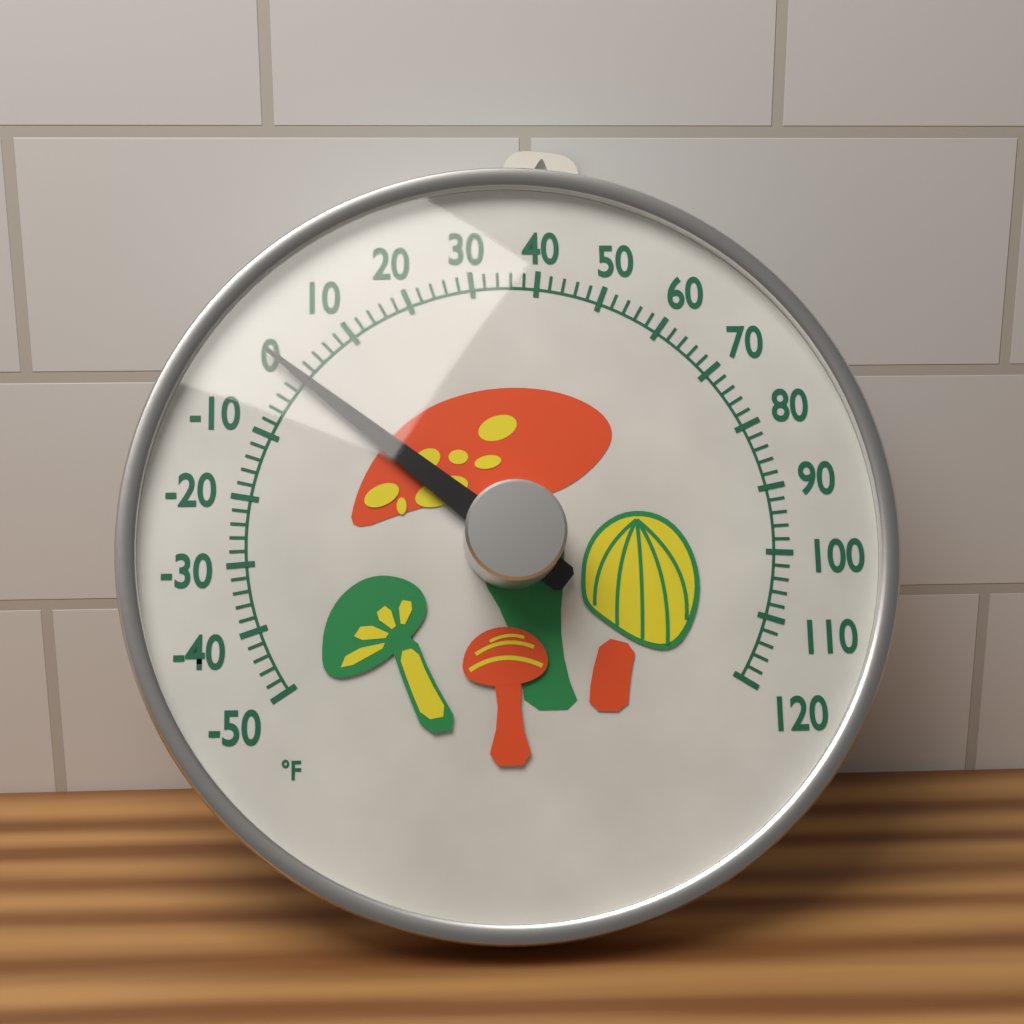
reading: 0 °F
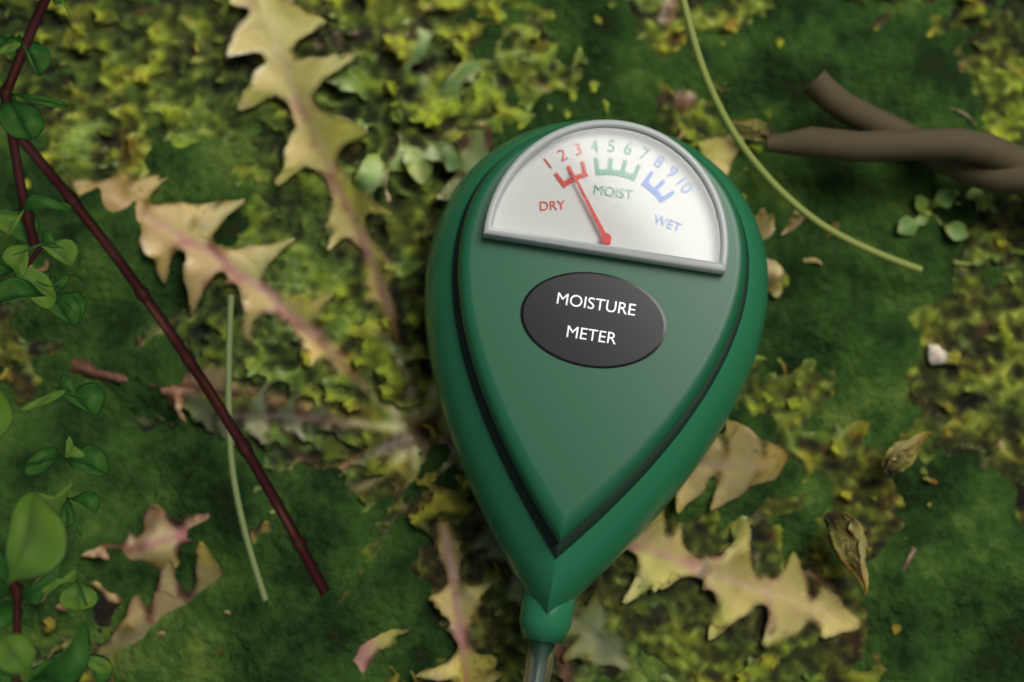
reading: 2 (no unit)
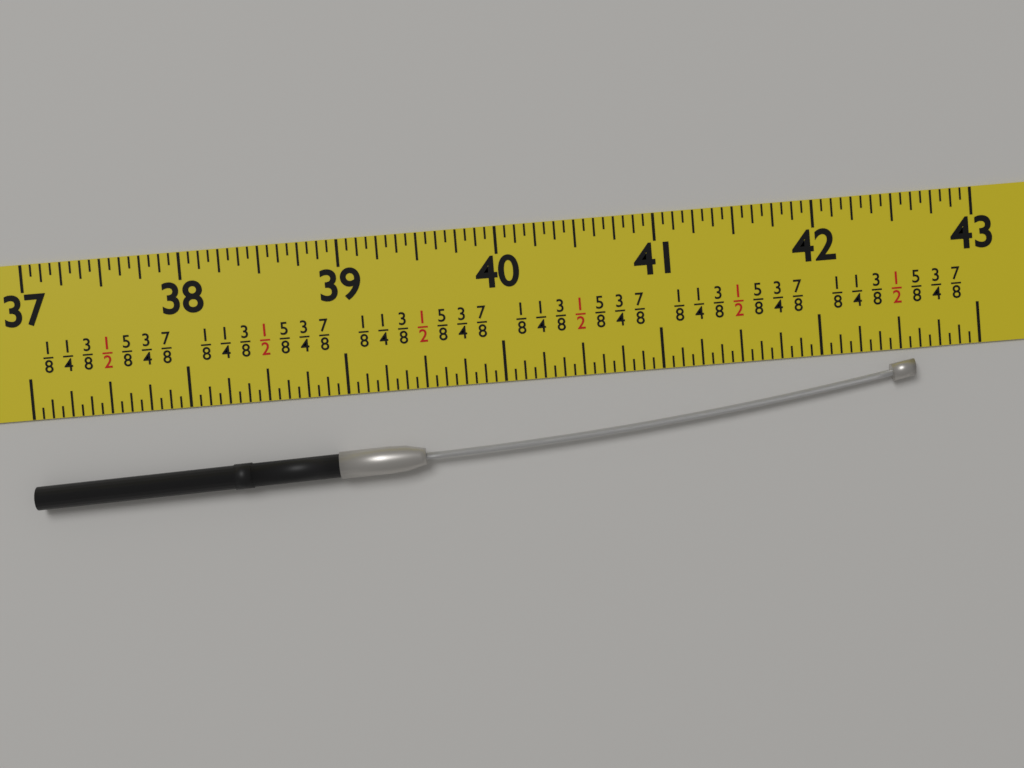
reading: 42.5625 in
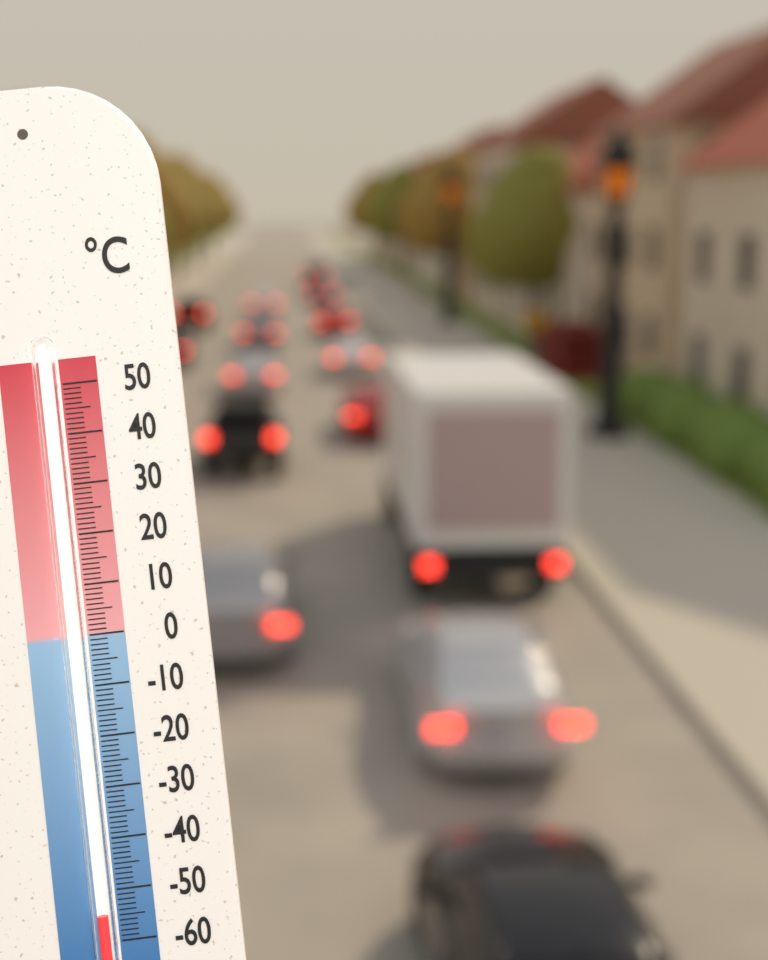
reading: -54 °C
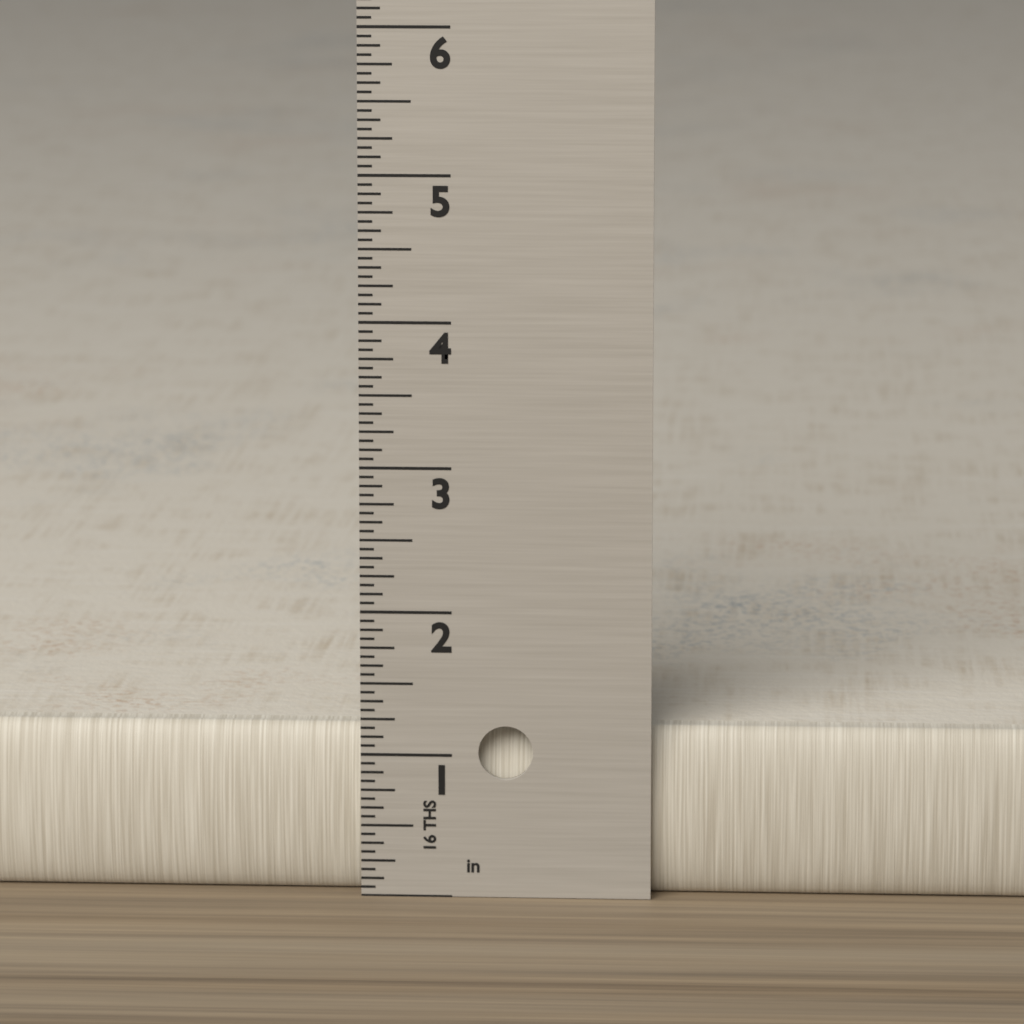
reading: 1.1875 in
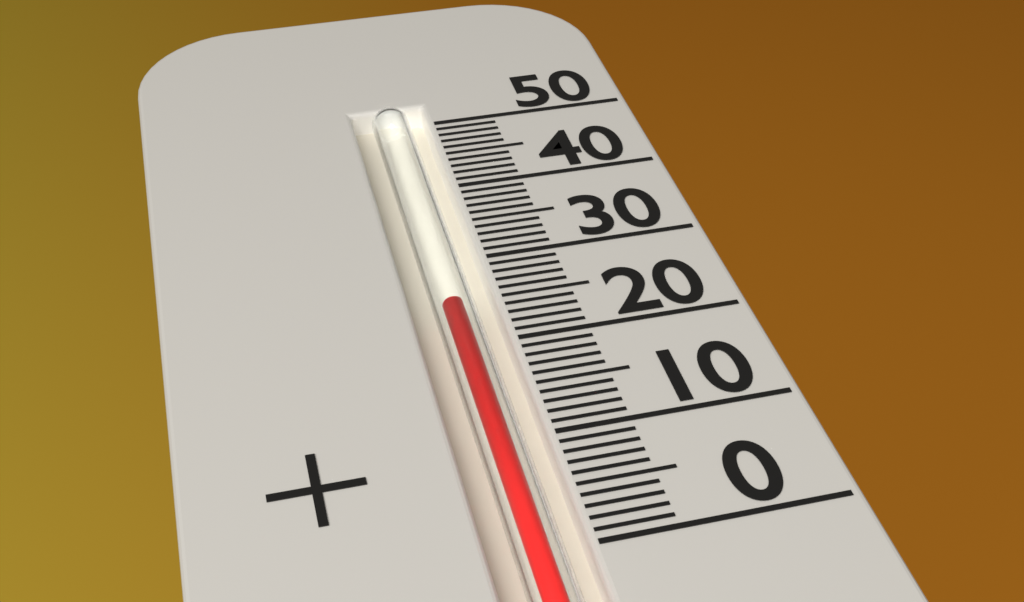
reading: 25 (no unit)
· · · · ·
TASK INSTRUCTIONS ▸ Down to the last line, reproduce the material above exactly; skip its images.

SOLUTION BELOW ▸
reading: 0 °F
reading: 2 (no unit)
reading: 42.5625 in
reading: -54 °C
reading: 1.1875 in
reading: 25 (no unit)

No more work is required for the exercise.